Housel's point is that this asymmetry is dangerous. If enough people believe something is true because they keep hearing the same stories, unsustainable ideas can gain durable life support. Think about the housing bubble. It wasn't sustained by data. Stories sustained it. By Jim, who made $300,000. By neighbors who refinanced and took cash out. By the collective narrative that real estate always goes up. The data said otherwise. The stories won, until they didn't.
The Stories Running Your Financial Life
Theresa and I are not above this. I want to be clear about that. I told you about the mom on the sideline at the triplets' game who left her corporate job to be present. I stood there doing math in my head for ninety seconds, comparing her number to ours. Wondering if we could restructure something. Her story was about the one thing busy parents want most, time, and it almost had me questioning a plan that was working perfectly well. The story tries to override the intention. Every single time.
But here's what I've learned working with families across generations, because I work with clients, their adult children, and their parents. The families who end up in the best position, both financially and emotionally, are the ones who learn to recognize when someone else's story is trying to hijack their plan.
They don't ignore stories entirely. That's not realistic. We're human. But they develop a filter. They hear the story and ask: "Is this relevant to my life?" Does this change anything about what we've decided matters? Or is this just noise that feels important because it came packaged as a narrative instead of a number?
The families who struggle are the ones who keep absorbing stories without that filter. They hear about Jim's house flip and suddenly they want to flip houses. They see the lake house post, and suddenly their perfectly good vacation plans feel inadequate.

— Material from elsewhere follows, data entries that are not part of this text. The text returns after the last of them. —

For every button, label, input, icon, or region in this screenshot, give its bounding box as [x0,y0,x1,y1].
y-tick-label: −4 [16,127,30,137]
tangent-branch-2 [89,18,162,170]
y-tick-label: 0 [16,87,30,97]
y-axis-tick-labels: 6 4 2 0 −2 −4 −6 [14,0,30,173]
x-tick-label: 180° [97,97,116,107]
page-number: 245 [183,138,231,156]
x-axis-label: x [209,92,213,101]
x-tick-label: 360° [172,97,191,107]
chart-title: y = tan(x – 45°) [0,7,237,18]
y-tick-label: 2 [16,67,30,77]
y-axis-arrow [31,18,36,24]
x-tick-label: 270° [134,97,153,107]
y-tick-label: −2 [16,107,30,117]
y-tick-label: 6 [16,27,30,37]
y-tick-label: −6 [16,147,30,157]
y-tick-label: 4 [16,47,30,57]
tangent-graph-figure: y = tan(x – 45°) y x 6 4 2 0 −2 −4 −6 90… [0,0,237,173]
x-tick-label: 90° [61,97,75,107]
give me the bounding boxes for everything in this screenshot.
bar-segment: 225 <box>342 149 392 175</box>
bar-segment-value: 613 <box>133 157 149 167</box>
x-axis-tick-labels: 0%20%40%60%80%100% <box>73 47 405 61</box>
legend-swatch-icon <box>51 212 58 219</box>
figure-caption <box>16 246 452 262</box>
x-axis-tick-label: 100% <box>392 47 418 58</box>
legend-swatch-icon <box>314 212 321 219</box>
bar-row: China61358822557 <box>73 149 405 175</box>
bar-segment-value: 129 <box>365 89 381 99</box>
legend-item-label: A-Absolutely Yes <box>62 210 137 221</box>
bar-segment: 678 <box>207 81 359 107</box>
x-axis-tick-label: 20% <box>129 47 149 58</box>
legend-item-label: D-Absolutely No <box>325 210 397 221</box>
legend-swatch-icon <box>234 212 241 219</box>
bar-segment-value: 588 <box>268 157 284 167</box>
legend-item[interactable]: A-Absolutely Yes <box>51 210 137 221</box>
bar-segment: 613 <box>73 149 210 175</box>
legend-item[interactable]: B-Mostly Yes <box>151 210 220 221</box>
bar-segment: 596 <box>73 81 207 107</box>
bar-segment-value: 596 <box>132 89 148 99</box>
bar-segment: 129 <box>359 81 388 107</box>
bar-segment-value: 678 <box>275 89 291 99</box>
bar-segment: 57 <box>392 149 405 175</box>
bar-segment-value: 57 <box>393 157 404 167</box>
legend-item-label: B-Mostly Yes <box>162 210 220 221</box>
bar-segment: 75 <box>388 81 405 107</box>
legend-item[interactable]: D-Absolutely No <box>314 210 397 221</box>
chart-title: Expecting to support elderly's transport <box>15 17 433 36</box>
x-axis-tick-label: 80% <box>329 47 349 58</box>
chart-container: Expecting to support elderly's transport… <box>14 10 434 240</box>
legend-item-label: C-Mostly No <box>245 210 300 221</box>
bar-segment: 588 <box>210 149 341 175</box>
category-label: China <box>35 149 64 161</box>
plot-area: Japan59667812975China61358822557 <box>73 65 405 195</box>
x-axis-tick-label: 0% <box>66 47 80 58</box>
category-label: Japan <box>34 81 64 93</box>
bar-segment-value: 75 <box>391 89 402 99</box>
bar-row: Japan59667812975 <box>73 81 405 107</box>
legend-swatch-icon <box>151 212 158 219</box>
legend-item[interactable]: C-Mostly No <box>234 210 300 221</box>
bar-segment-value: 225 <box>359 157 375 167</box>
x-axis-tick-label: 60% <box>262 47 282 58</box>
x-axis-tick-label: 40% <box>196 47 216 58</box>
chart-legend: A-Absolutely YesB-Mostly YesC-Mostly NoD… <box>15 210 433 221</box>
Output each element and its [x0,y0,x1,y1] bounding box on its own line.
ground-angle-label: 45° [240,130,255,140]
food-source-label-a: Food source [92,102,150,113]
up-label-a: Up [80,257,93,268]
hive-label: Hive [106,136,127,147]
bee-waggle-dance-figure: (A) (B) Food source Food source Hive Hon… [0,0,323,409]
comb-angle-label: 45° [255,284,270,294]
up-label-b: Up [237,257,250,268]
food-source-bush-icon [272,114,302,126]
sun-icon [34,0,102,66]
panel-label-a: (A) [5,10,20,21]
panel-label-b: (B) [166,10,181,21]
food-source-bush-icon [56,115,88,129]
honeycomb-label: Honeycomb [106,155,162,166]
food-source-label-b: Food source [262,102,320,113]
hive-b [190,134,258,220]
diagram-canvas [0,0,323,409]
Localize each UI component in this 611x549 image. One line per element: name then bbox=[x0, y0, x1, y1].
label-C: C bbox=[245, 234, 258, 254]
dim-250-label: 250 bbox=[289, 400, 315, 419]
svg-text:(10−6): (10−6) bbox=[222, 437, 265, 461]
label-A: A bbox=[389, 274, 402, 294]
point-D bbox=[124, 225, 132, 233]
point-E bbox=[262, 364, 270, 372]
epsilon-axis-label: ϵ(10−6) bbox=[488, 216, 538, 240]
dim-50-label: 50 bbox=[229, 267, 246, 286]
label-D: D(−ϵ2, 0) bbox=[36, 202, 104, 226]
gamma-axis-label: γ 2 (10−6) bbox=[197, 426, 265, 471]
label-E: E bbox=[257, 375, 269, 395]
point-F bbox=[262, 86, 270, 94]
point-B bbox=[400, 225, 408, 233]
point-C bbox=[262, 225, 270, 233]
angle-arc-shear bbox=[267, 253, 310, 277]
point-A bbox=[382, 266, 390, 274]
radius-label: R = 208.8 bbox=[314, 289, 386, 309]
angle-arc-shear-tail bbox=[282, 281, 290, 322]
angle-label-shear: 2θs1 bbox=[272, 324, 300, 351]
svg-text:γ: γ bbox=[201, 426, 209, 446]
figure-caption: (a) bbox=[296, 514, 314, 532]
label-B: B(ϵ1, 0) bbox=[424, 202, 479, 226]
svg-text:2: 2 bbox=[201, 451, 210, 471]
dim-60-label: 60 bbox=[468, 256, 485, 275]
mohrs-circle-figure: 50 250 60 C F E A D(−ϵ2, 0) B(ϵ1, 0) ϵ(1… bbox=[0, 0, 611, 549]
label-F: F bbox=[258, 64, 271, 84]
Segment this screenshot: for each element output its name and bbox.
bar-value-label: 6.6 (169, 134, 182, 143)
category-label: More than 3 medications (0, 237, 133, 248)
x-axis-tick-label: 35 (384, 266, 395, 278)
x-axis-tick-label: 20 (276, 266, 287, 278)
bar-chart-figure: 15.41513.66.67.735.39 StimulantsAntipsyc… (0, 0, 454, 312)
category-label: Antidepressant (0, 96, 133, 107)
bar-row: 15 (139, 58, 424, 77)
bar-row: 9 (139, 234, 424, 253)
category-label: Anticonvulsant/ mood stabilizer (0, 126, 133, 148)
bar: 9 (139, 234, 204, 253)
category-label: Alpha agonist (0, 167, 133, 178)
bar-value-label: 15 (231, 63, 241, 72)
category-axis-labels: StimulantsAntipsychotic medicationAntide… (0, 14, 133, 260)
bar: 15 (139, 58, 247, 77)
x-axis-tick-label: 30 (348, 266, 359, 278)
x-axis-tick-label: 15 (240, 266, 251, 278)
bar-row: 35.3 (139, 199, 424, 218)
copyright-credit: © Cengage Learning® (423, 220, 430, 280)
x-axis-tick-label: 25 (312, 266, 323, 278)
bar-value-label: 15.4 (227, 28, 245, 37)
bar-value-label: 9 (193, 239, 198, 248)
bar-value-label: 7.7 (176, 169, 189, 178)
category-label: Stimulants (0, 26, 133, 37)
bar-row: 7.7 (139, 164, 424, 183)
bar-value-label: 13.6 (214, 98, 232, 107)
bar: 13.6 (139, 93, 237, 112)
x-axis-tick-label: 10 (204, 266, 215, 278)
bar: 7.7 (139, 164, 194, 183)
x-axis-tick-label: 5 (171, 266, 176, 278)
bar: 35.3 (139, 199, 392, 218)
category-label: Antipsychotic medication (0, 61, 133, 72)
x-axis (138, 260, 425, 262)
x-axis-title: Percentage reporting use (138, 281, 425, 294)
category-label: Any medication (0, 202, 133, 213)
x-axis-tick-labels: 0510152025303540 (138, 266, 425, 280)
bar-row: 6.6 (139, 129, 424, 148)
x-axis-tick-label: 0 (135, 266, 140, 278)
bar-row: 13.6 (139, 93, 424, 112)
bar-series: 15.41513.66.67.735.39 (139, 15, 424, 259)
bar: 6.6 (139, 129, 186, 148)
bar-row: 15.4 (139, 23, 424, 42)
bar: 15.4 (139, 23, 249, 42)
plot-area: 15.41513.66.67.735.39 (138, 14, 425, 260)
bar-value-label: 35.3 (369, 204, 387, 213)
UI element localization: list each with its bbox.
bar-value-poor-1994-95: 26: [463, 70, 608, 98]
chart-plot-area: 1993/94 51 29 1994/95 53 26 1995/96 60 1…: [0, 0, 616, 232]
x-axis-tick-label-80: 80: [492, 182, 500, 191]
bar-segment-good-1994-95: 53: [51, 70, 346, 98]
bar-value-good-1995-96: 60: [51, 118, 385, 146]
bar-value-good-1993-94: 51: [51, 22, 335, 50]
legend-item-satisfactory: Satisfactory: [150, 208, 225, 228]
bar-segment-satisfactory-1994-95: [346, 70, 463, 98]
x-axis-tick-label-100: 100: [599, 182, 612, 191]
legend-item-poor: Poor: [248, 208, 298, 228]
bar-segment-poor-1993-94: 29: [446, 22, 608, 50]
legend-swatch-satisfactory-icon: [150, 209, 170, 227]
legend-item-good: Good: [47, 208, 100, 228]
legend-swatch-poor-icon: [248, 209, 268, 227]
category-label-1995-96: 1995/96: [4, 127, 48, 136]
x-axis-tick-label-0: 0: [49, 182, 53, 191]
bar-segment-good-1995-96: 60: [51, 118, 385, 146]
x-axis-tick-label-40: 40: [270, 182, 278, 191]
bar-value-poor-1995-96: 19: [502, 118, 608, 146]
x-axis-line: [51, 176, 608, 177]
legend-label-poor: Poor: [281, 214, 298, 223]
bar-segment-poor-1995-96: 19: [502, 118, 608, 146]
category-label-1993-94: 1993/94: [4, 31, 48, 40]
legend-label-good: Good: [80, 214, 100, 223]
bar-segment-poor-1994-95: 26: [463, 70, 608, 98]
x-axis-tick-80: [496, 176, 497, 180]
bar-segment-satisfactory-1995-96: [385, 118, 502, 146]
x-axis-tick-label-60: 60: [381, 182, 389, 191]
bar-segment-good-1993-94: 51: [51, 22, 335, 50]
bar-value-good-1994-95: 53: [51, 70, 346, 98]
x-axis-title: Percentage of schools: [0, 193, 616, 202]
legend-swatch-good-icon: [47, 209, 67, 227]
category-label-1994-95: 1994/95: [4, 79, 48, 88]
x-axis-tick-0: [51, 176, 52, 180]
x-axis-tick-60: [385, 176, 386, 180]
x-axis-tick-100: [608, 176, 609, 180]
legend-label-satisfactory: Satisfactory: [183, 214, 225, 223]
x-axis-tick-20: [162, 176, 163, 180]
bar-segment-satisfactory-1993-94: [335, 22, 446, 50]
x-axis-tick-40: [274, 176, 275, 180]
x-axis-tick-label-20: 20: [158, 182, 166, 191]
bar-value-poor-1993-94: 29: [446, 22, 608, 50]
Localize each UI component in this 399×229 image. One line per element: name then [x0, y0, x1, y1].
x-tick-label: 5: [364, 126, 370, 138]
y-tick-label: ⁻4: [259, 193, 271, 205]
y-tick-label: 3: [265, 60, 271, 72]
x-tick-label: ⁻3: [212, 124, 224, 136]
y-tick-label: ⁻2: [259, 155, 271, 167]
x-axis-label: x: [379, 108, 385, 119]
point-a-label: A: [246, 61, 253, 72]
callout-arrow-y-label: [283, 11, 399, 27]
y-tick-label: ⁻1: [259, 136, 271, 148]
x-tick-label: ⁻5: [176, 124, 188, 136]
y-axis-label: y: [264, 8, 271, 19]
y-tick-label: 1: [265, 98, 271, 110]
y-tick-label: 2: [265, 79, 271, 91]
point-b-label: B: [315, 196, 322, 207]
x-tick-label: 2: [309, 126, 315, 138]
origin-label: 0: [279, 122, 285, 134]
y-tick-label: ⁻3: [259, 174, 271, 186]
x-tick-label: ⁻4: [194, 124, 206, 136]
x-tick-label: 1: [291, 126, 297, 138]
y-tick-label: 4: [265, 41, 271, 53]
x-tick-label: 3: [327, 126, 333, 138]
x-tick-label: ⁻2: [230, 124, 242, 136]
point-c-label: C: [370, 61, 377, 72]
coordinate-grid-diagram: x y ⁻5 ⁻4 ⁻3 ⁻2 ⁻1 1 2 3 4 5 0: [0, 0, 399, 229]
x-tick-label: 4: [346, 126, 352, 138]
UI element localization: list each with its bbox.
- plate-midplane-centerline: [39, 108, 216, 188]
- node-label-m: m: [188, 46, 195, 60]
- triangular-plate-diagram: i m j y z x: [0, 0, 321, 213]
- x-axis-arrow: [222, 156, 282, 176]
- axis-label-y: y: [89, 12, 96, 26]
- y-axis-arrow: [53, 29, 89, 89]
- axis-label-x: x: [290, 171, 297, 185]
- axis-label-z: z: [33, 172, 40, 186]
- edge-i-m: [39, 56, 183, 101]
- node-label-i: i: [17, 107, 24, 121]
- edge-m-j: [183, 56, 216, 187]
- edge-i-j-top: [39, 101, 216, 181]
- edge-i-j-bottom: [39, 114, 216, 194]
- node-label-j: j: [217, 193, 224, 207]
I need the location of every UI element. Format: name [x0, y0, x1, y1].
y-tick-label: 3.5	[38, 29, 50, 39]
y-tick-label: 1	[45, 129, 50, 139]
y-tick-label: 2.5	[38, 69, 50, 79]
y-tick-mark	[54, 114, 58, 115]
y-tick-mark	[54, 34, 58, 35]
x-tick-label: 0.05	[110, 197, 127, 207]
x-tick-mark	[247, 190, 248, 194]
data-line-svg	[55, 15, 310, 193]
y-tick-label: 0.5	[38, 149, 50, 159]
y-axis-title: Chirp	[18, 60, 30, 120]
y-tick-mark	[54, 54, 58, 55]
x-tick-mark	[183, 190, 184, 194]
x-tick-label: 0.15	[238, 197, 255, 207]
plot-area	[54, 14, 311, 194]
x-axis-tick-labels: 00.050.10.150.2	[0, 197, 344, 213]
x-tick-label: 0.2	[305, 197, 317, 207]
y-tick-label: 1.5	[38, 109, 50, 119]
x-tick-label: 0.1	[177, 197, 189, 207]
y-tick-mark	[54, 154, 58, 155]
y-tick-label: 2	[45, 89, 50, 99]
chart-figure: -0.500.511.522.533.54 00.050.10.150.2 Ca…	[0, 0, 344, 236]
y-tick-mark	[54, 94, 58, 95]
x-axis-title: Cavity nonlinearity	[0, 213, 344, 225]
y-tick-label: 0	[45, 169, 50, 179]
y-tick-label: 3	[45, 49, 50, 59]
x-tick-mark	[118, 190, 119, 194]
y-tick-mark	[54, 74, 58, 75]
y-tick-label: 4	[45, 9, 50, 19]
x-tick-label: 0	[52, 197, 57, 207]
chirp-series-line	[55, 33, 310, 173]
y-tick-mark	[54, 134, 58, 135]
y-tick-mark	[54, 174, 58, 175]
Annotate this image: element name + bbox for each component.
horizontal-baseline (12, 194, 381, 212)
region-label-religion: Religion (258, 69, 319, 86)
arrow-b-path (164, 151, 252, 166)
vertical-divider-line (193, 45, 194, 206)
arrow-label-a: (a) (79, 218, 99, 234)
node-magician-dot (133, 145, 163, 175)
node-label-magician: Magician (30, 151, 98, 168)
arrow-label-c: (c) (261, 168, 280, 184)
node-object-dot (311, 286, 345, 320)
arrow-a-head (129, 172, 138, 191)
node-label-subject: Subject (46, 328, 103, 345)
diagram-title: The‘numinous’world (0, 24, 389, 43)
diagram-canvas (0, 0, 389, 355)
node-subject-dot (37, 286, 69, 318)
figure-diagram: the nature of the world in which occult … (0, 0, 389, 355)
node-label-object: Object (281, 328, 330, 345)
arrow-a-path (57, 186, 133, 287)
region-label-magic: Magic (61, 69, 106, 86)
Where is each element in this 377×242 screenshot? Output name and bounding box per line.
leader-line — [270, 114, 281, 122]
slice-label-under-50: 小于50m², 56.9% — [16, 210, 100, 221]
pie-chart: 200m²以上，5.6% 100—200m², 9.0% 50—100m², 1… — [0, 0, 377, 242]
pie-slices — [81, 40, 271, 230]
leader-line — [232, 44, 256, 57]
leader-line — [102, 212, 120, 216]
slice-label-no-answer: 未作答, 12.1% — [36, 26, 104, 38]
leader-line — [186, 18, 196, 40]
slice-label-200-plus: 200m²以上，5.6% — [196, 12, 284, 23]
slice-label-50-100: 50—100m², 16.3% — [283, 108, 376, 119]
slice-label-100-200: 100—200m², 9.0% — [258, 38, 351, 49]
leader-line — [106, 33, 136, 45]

They're living in a constant state of reaction to other people's narratives, and it's exhausting.
Writing Your Own Story
I think the antidote isn't better data. It's a better story. Your own story.
When I sit down with families, what we're really doing isn't just running numbers. We're building a narrative. A story about what this family values, what they're building toward, and what enough actually looks like for them. Not for Jim. Not for the lake house guy. For them.
Because if you don't have your own story clearly defined, you'll keep borrowing someone else's. And borrowed stories are expensive. They lead to decisions that don't fit your actual life. They push the goalpost in directions that have nothing to do with your purpose. They create a version of success that isn't yours and then make you feel like a failure for not reaching it.
One of the hardest things in life is to get the goalpost to stop moving. Stories are what keep pushing it. Not market returns. Not inflation data. Not tax law changes. Stories about what other people are doing, having, and achieving.
The statistics of your financial life might be perfectly sound. Your savings rate may be healthy. Your debt is manageable. Your portfolio is growing. But if the story you're telling yourself is that it's not enough because of what you see other people doing, the statistics don't matter. The story wins.
Your Action Step
This week, I want you to try something simple. Pay attention to the financial stories that get into your head. Not data. Not headlines about the Fed or interest rates. The personal stories. The thing your coworker said. The post you scrolled past. The conversation at the dinner table.
When one lands, ask yourself: Is this my story? Or is this someone else's story that's trying to rewrite my plan?
That single question can save you from a decision you'd regret.
Because money is a number. Enough is a story. Make sure you're writing your own.